If I find myself irritated at the airline representative, or I begin to perspire and feel a tightening across my chest...these are stress symptoms, but they are not due to the event of having my flight cancelled. Events do not directly cause stress, or any other emotion, attitude or mood, for that matter.

The emotion or attitude that results from an event is strictly caused by your interpretation of, or belief about the event. In effect, it's that little voice in your head that communicates with you--your self-talk--that always determines how you react to events.
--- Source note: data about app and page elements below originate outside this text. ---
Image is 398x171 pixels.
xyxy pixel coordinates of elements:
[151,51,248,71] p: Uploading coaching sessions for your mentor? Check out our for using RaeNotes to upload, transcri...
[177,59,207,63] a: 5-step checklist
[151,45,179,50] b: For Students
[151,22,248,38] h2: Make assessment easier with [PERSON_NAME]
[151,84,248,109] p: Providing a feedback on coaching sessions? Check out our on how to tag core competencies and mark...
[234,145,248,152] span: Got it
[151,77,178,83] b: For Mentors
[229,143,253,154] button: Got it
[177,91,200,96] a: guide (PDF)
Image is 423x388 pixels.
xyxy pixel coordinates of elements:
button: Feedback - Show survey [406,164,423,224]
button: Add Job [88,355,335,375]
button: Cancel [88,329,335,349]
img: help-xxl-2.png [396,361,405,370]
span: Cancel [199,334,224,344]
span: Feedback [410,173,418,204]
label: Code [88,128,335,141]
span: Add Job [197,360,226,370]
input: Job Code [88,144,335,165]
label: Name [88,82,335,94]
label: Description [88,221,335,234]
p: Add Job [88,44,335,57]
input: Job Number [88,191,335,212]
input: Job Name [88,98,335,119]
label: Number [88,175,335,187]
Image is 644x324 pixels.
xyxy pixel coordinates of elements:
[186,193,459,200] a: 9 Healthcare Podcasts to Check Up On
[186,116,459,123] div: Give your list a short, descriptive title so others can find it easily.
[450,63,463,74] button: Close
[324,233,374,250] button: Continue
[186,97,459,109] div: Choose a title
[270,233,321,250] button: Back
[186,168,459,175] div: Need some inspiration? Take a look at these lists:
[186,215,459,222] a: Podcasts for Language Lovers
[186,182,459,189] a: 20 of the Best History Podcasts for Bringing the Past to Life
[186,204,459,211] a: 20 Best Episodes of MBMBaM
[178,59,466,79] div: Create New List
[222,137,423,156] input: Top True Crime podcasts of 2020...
We all have a little voice that we "listen to" constantly.

To continue my example, if I learn that the flight is cancelled (the event), I might say to myself: "Oh, that's just great...now I won't make the meeting, everyone is there expecting a rousing keynote, and the good folks at the conference will be so angry at me that they'll never hire me to conduct a program again."

Such a negative, self-defeating statement immediately
activates the nervous system necessary to deal with life-threatening situations, and my body reacts accordingly. My blood pressure rises and my behavior may become irrational, such as yelling at the attendant, even though she can do nothing to change the flight situation.
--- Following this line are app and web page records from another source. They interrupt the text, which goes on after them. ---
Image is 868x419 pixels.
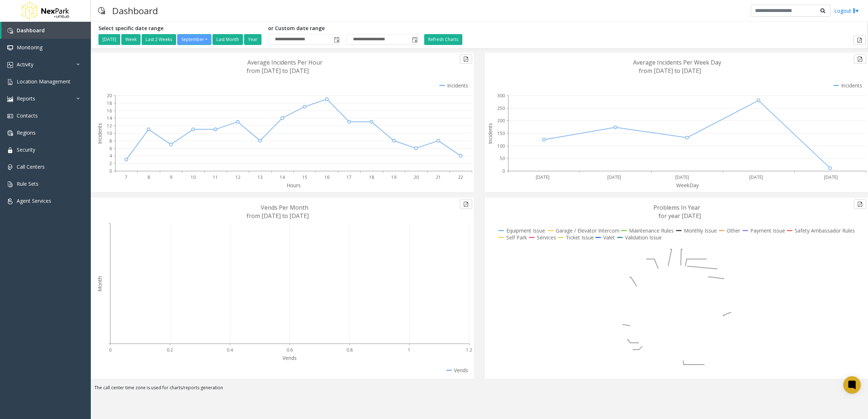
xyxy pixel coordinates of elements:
[853,55,866,64] button: Export to pdf
[853,7,859,15] img: logout
[7,28,13,34] img: 'icon'
[497,93,505,98] text: 300
[536,174,550,180] text: [DATE]
[408,347,410,353] text: 1
[834,7,859,15] a: Logout
[244,34,261,45] button: Year
[286,181,301,188] text: Hours
[436,174,441,180] text: 21
[279,174,285,180] text: 14
[96,276,103,292] text: Month
[268,26,419,32] h5: or Custom date range
[7,199,13,204] img: 'icon'
[107,93,112,98] text: 20
[502,168,505,174] text: 0
[17,27,44,34] span: Dashboard
[98,2,105,19] img: pageIcon
[7,164,13,170] img: 'icon'
[497,118,505,124] text: 200
[391,174,396,180] text: 19
[17,129,35,136] span: Regions
[109,2,162,19] h3: Dashboard
[110,161,112,166] text: 2
[324,174,329,180] text: 16
[191,174,196,180] text: 10
[110,153,112,159] text: 4
[98,26,263,32] h5: Select specific date range
[607,174,621,180] text: [DATE]
[347,174,351,180] text: 17
[853,199,866,209] button: Export to pdf
[487,123,494,144] text: Incidents
[749,174,763,180] text: [DATE]
[7,148,13,153] img: 'icon'
[497,143,505,149] text: 100
[17,146,35,153] span: Security
[17,61,33,68] span: Activity
[141,34,176,45] button: Last 2 Weeks
[177,34,211,45] button: September
[410,35,418,44] span: Toggle popup
[107,123,112,129] text: 12
[248,58,322,66] text: Average Incidents Per Hour
[853,35,866,45] button: Export to pdf
[7,79,13,85] img: 'icon'
[227,347,233,353] text: 0.4
[458,174,463,180] text: 22
[283,355,297,362] text: Vends
[497,105,505,112] text: 250
[91,384,868,395] div: The call center time zone is used for charts/reports generation
[107,100,112,106] text: 18
[110,138,112,144] text: 8
[1,21,91,39] a: Dashboard
[17,112,37,119] span: Contacts
[369,174,374,180] text: 18
[235,174,241,180] text: 12
[332,35,340,44] span: Toggle popup
[286,347,293,353] text: 0.6
[247,212,309,220] text: from [DATE] to [DATE]
[633,58,721,66] text: Average Incidents Per Week Day
[7,130,13,136] img: 'icon'
[247,66,309,75] text: from [DATE] to [DATE]
[148,174,150,180] text: 8
[166,347,173,353] text: 0.2
[17,163,44,170] span: Call Centers
[500,155,505,161] text: 50
[257,174,263,180] text: 13
[121,34,141,45] button: Week
[213,174,218,180] text: 11
[466,347,472,353] text: 1.2
[824,174,837,180] text: [DATE]
[109,347,112,353] text: 0
[347,347,353,353] text: 0.8
[639,66,701,75] text: from [DATE] to [DATE]
[659,212,701,220] text: for year [DATE]
[17,197,51,204] span: Agent Services
[110,168,112,174] text: 0
[110,145,112,152] text: 6
[497,130,505,136] text: 150
[17,78,71,85] span: Location Management
[17,95,35,102] span: Reports
[107,108,112,114] text: 16
[170,174,172,180] text: 9
[17,44,42,51] span: Monitoring
[460,199,472,209] button: Export to pdf
[424,34,462,45] button: Refresh Charts
[7,113,13,119] img: 'icon'
[460,55,472,64] button: Export to pdf
[302,174,307,180] text: 15
[212,34,243,45] button: Last Month
[414,174,419,180] text: 20
[653,204,700,211] text: Problems In Year
[7,45,13,51] img: 'icon'
[7,181,13,187] img: 'icon'
[676,181,699,188] text: WeekDay
[125,174,128,180] text: 7
[7,96,13,102] img: 'icon'
[7,62,13,68] img: 'icon'
[675,174,689,180] text: [DATE]
[98,34,120,45] button: [DATE]
[107,130,112,136] text: 10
On the other hand, suppose that when I learn that the flight is cancelled, I say to myself the following: "This is really unfortunate and I feel badly that I will not be there, but it is absolutely beyond my control. I will phone the meeting planner and the association executive director right away and see if they would like me to find a substitute speaker who is based in Miami...or if we can postpone my keynote until the last day of the Conference, when I will be able to make it...or, perhaps there is a way that I can do the keynote through a tele-conference tomorrow. That way, with the audience all situated in the meeting room, I can arrange to do the keynote by interactive television. I can even use this example with them when I discuss how self-talk always determines our emotional, attitudinal and behavioral responses to events!"

The Culprit: Your Internal Critic

The "culprit" in all of this is our internal critic...that voice within that spews out an average of 55,000 words per day, 77% of which are negative, self-defeating messages... messages like, "This CEO is difficult to deal with, so I will always have problems with him,"or "My son/daughter doesn't care if we worry when he misses curfew," or "My spouse never really listens to me."

The wisdom about how our inner thoughts and beliefs about events are critical to our well-being has been around for centuries. The Greek philosopher Epictetus said, "Men are disturbed not my things, but by the views which they take of them." In Hamlet, Shakespeare wrote, "There's nothing either good or bad, but thinking makes it so."

It takes the average human body a full 24 hours to fully recover from only five minutes of negative thinking! So, given approximately 77% of the thoughts being negative and counterproductive and the body taking 24 hours to recover from only five minutes of negative thinking, our bodies are taking a tremendous beating...just by our thought processes alone!

Just think. Suppose I open a casino and you love to gamble. If I told you that 77% of the time the house will win and every time you lose, it will take your body 24 hours to recover, would you consider coming to my casino and gambling?

Of course not. Yet many of us literally go through life programmed negatively so that we will not achieve our goals or live stress-free, or be happy. Of course , this is illogical, but as someone once so aptly put it, "If logic always prevailed, men would ride horses side-saddle!"

Please read the next installment, where I explain the relationship between your thoughts, stress level and your health. I'll show you how to change your thinking habits for the rest of your life!

Dr. Jack Singer is a practicing Industrial/Organizational, Consulting and Sports Psychologist in Laguna Niguel, California. He is President of Psychologically Speaking, and provides keynote presentations, training programs,and re-TREATS for Fortune 1000 corporations, athletic organizations and for a variety of associations around the world. Dr . Singer is recognized as one of North America 's premier experts in training organizations to "lighten up the workplace for health and wealth."